Hypertext

This article was linked in the second post in Fish’s blog series (By the way, does Fish ever really say anything in any of those essays? I feel like he’s just getting paid to sit in his easy chair while he delivers self-satisfied prophesies of the end times). Anyway, I must thank Fish for linking Robert Coover’s “The End of Books” because it’s fascinating. Written in 1992, the essay implies, in its dramatic title and elsewhere, that books are ending because linear, authored narrative is becoming less useful to everyone and also because “hey, computers!” And of course, I mean OF COURSE, twenty years later hypertext fiction still hasn’t replaced the regular kind of fiction (whatever that is) because the regular kind of fiction is much easier for people to deal with. So print texts have simply become digitized.

But Coover’s article is also interesting because it’s pedagogical. He discusses how the hypertext form assists students in considering, dismantling, and undermining narrative structure. It facilitates a kind of experimental, collaborative authorship and also facilitates collaborative learning, which is theoretically the kind of learning upon which the academy is built. It seems like scholarship could benefit from a similar dismantling. What do we do when we do scholarship? We try to think of new ways to think about things. What do we do when we talk about something like intertextuality? We think about texts in a way that is boundless and nonlinear…like hypertext. Is writing a traditional academic paper in MLA style really the best vehicle for delivering ideas like intertextuality?

Twine is a free program that allows for quick, easy creation of hypertext documents. It seems like most people who use it are using it to write fiction/text games. On a similar note, Bee is a piece of interactive fiction by Emily Short about a young girl who is training for a spelling bee.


## The problem
Reproduce each record verbatim, images excluded.

## Information shown
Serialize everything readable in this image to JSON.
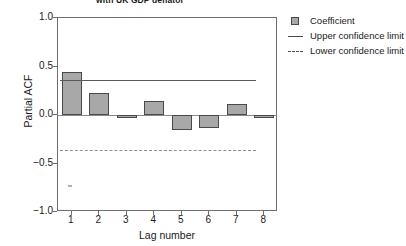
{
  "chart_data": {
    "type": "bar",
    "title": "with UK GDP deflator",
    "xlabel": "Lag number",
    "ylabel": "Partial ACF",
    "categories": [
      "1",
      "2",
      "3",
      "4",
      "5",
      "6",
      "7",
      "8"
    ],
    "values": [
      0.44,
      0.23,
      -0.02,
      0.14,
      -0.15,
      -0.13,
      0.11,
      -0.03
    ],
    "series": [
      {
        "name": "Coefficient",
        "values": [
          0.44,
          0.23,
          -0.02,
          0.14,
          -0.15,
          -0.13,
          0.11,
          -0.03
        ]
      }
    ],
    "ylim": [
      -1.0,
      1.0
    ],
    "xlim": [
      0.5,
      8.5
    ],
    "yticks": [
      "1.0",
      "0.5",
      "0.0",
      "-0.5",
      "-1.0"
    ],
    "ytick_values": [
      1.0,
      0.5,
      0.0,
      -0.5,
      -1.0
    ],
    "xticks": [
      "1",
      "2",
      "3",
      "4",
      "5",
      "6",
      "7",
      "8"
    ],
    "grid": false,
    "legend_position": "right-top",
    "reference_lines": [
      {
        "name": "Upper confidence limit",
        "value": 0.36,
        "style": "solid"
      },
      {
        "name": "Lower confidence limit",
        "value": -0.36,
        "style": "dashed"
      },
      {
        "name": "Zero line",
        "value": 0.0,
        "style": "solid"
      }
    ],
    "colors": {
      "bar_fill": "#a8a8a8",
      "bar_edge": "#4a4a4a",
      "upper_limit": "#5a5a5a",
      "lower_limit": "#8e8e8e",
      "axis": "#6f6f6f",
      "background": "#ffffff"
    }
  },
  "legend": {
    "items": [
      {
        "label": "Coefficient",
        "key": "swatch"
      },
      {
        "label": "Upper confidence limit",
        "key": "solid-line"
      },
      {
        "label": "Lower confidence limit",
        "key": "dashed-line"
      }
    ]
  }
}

## Exercise result
Serialize everything readable in this image to JSON.
{
  "chart_data": {
    "type": "bar",
    "title": "with UK GDP deflator",
    "xlabel": "Lag number",
    "ylabel": "Partial ACF",
    "categories": [
      "1",
      "2",
      "3",
      "4",
      "5",
      "6",
      "7",
      "8"
    ],
    "values": [
      0.44,
      0.23,
      -0.02,
      0.14,
      -0.15,
      -0.13,
      0.11,
      -0.03
    ],
    "series": [
      {
        "name": "Coefficient",
        "values": [
          0.44,
          0.23,
          -0.02,
          0.14,
          -0.15,
          -0.13,
          0.11,
          -0.03
        ]
      }
    ],
    "ylim": [
      -1.0,
      1.0
    ],
    "xlim": [
      0.5,
      8.5
    ],
    "yticks": [
      "1.0",
      "0.5",
      "0.0",
      "-0.5",
      "-1.0"
    ],
    "ytick_values": [
      1.0,
      0.5,
      0.0,
      -0.5,
      -1.0
    ],
    "xticks": [
      "1",
      "2",
      "3",
      "4",
      "5",
      "6",
      "7",
      "8"
    ],
    "grid": false,
    "legend_position": "right-top",
    "reference_lines": [
      {
        "name": "Upper confidence limit",
        "value": 0.36,
        "style": "solid"
      },
      {
        "name": "Lower confidence limit",
        "value": -0.36,
        "style": "dashed"
      },
      {
        "name": "Zero line",
        "value": 0.0,
        "style": "solid"
      }
    ],
    "colors": {
      "bar_fill": "#a8a8a8",
      "bar_edge": "#4a4a4a",
      "upper_limit": "#5a5a5a",
      "lower_limit": "#8e8e8e",
      "axis": "#6f6f6f",
      "background": "#ffffff"
    }
  },
  "legend": {
    "items": [
      {
        "label": "Coefficient",
        "key": "swatch"
      },
      {
        "label": "Upper confidence limit",
        "key": "solid-line"
      },
      {
        "label": "Lower confidence limit",
        "key": "dashed-line"
      }
    ]
  }
}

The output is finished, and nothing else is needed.